I think one promising shift direction is humans do NOT like to talk to bots, especially not for anything important. It's biological. We evolved to learn from and interact with other humans, preferably the same group over a long time so we really get to understand and mirror and like and support each other.
when CNC came for machining, no one really bitched, because the computers were just removing the time consuming effort of moving screws by hand.
when computers write code, or screenplays, the quality right now is objectively much worse. that might change, but claims that we're at the point where computers can meaningfully displace that work are pretty weak.
sure that might change.
Software quality about speed of delivery and lack of bugs.
If you're fine with software which gets a little bit harder to work on every time you make a change and which might blow up in unexpected ways, AI is totally fine.
Ive yet to meet many AI champions who are explicit about their desire to make that trade off though. Even the ones who downplay software quality arent super happy about the bugs.

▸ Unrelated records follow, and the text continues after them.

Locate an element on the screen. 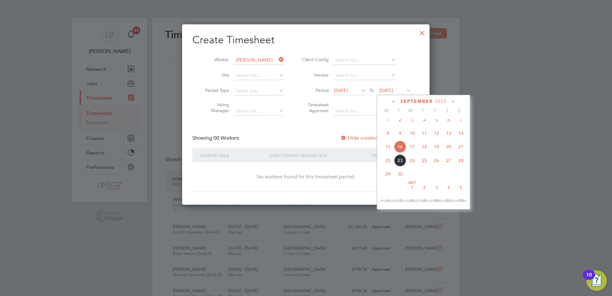 The height and width of the screenshot is (296, 612). span: September is located at coordinates (416, 101).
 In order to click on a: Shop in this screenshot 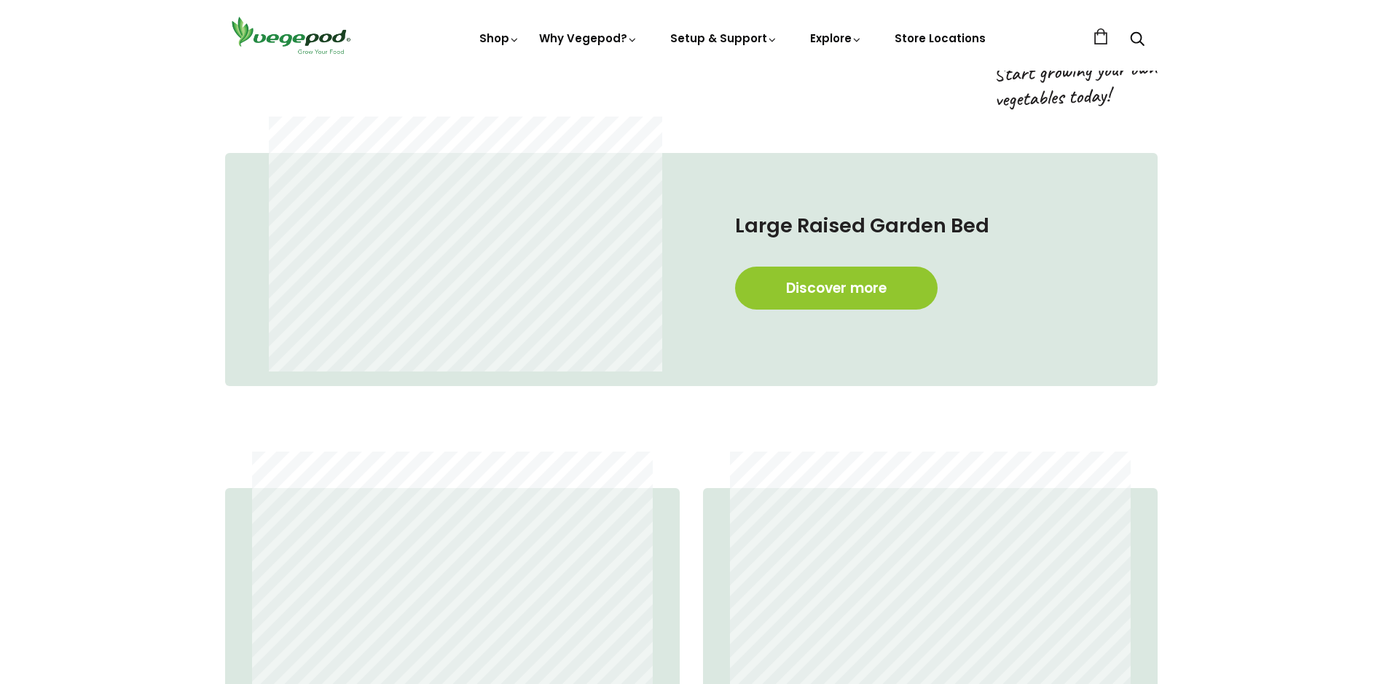, I will do `click(500, 38)`.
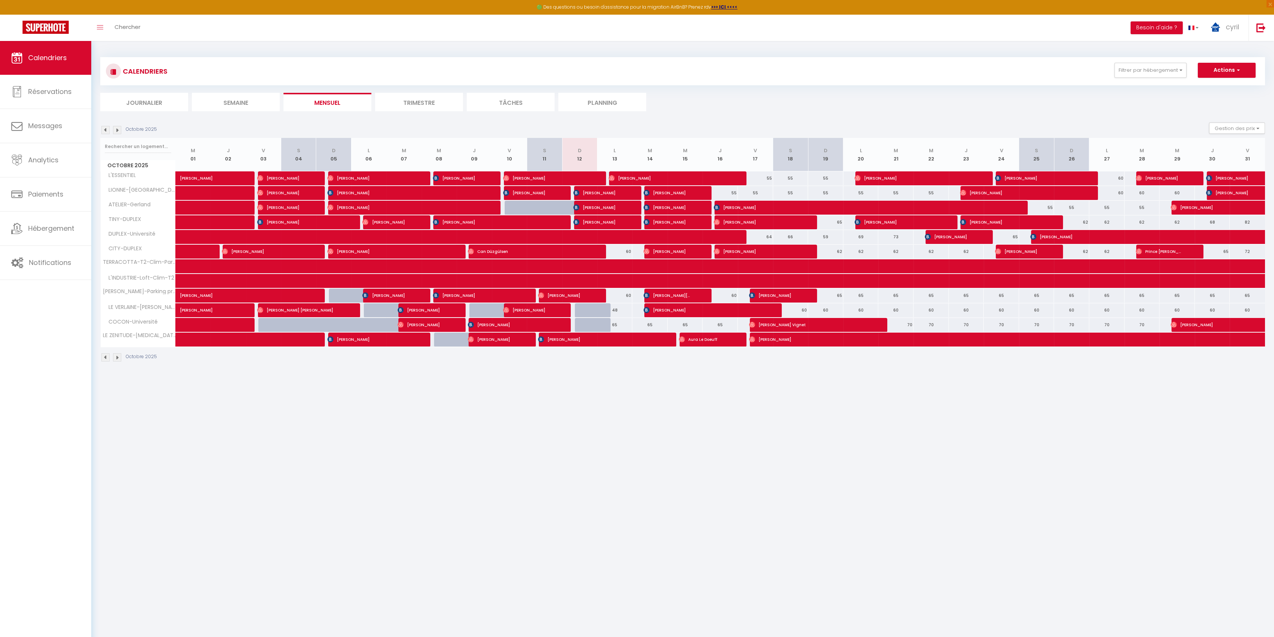 This screenshot has height=637, width=1274. What do you see at coordinates (861, 154) in the screenshot?
I see `th: 20` at bounding box center [861, 154].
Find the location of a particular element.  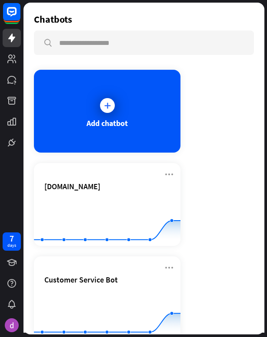

a: 7 days is located at coordinates (12, 241).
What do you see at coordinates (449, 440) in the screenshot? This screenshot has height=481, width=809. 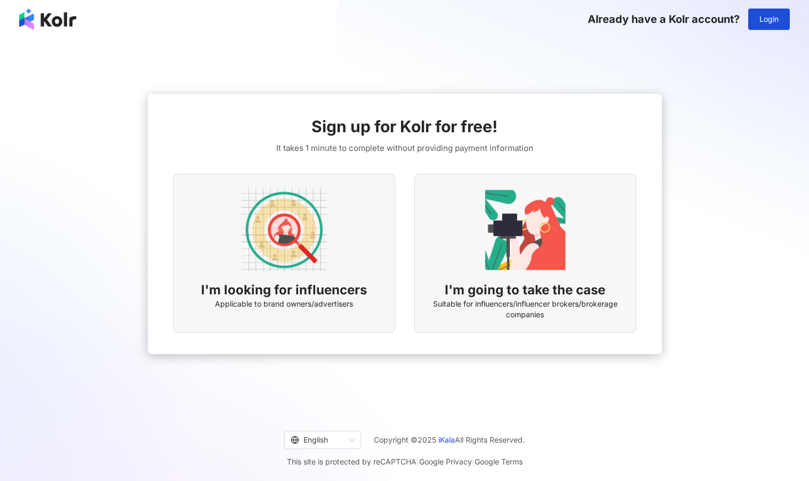 I see `span: Copyright © 2025 All Rights Reserved.` at bounding box center [449, 440].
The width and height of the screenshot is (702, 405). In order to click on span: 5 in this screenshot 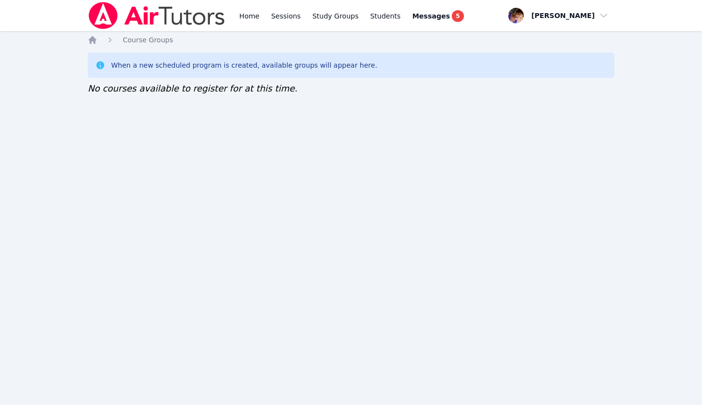, I will do `click(458, 16)`.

While the speed and scale at which these happen is definitely important (and I agree that AI code can pose a problem on that front), this applies to every human-written piece of software I've ever worked on too.
> AI code [..] may also free up a space for engineers seeking to restore a genuine sense of craft and creative expression
This resonates with me, as someone who joined the industry circa 2013, and discovered that most of the big tech jobs were essentially glorified plumbers.
In the 2000s, the web felt more fun, more unique, more unhinged. Websites were simple, and Flash was rampant, but it felt like the ratio of creators to consumers was higher than now.
With Claude Code/Codex, I've built a bunch of things that usually would die at a domain name purchase or init commit. Now I actually have the bandwidth to ship them!
This ease of dev also means we'll see an explosion in slopware, which we're already starting to see with App Store submissions up 60% over the last year[0].
My hope is that, with the increase of slop, we'll also see an increase in craft. Even if the proportion drops, the scale should make up for it.
We sit in prefab homes, cherishing the cathedrals of yesteryear, often forgetting that we've built skyscrapers the ancient architects could never dream of.
More software is good. Computers finally work the way we always expected them to!
[0]https://www.a16z.news/p/charts-of-the-week-the-almighty-cons...
Most tech jobs are glorified plumbers. I've worked in big tech and in small startups, and most of the code everywhere is unglamorous, boring, just needs to be written.
Satisfaction with the job also depends on what you want out of it. I know people who love building big data pipelines, and people who love building fancy UIs. Those two groups would find the other's job incredibly tedious.
The pay is nice but I find myself…remarkably unenvious as I get older.
skybrian•45m ago
When writing software for yourself, there is a bias towards implementing just the features you want and never mind the rest. Sometimes the result can be pretty sloppy, but it works.
However, code health is a choice. You just need to know what to ask for. A coding agent can be used as a power washer to tidy up a project. This won't result in great art, but like raking leaves or cleaning your steps or plowing a driveway, it can be satisfying.
Just as you wouldn't use a power washer to clean a painting, maybe there's some code that's too delicate to use a coding agent on? But for a project that has good tests and isn't that delicate, which I believe includes most web apps, nobody's going to want to pay for you to do it by hand anymore. It would be like paying someone to clear the snow in a parking lot with a shovel rather than hiring someone with a plow.